A few years ago at an international film festival, Taiwanese director Wu Nien-jen (吳
Does the word `tu duu chih' mean `sound editing' in your language? The word is always seen at the credit roll."
Wu said that this was the name of a person -- it just happened that this person was virtually synonymous with sound editing in Taiwan.
The man referred to was Tu Duu-chih (杜
This year at Cannes, Tu received the technical award for sound editing work on Millennium Mambo (千
"He has deserved the award for a long time now," said Hou, who directedMillennium Mambo.
According to Hsiao Ya-chuan (蕭
A number of scenes in The Flowers of Shanghai centered on characters eating and drinking round a table. When the shot began, Hou would usually just say, "Okay, you can start now," and leave the actors to develop a situation through improvisational dialogue. "The recordist wouldn't know which lines spoken by which actor were the important ones," said Hsiao.
"The only thing you could do was to guess, and observe carefully," said Tu. "Sometimes you simply didn't catch anything to record, and the shot has to be made again," he said.
It is Tu's ability to work in the difficult circumstances of a Hou shoot that Hsiao, now a director in his own right, most admires about him. "It takes experience, intuition and courage to deal with that kind of situation," he said. "Having worked with Tu on my first short film, I have brought him in on all my other projects, if possible," Hsiao said.
Tu has always been in strong demand, and has been the sound editor for about 70 percent of Taiwanese films released since the mid-1980s.
One of Tu's major contributions to the Taiwan film industry has been the introduction of synchronized sound. The first such feature film in Taiwan to be shot entirely with sync sound was Hou's The City of Sadness (悲
In the 1970s and before, most Taiwanese films tended to focus on war, martial arts and family romance genres, in which sound was invariably dubbed. Even in the 1980s, when realism gradually became the cinematic mainstream, many films only had partial sync sound due to a shortage of technical personnel.
"Five years before the shooting of City of Sadness, about 20 years ago now, I began to work on the technique of synchronized sound recording," Tu recalled.
"At that time, a group of directors had recently returned from the US, and they gave me a chance to watch and learn during the post production process," Tu said of this period when he was an assistant in Central Motion Picture Corp's (CMPC) sound department.
"In the early days when we were making realist films, the boom poles we used for the mics were the kind of poles that people used to hang their laundry out on. The 32mm cameras we used were also very noisy, so they had to be covered with two to three blankets, so that after a few takes, the cameraman would emerge tired and sweaty," Tu recalled.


**Your assignment:** All lines of the listing below are to be printed again exactly.

□ □ □ □ □

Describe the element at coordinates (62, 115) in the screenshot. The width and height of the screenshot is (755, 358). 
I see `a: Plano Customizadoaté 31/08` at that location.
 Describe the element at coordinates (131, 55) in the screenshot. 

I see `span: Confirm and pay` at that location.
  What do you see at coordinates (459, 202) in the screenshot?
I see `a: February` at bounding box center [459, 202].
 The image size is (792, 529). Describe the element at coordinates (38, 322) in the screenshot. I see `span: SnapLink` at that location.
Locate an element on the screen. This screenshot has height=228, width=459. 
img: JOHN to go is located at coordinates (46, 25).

□ □ □ □ □

**Output below:**
Describe the element at coordinates (62, 115) in the screenshot. The width and height of the screenshot is (755, 358). 
I see `a: Plano Customizadoaté 31/08` at that location.
 Describe the element at coordinates (131, 55) in the screenshot. 

I see `span: Confirm and pay` at that location.
  What do you see at coordinates (459, 202) in the screenshot?
I see `a: February` at bounding box center [459, 202].
 The image size is (792, 529). Describe the element at coordinates (38, 322) in the screenshot. I see `span: SnapLink` at that location.
Locate an element on the screen. This screenshot has height=228, width=459. 
img: JOHN to go is located at coordinates (46, 25).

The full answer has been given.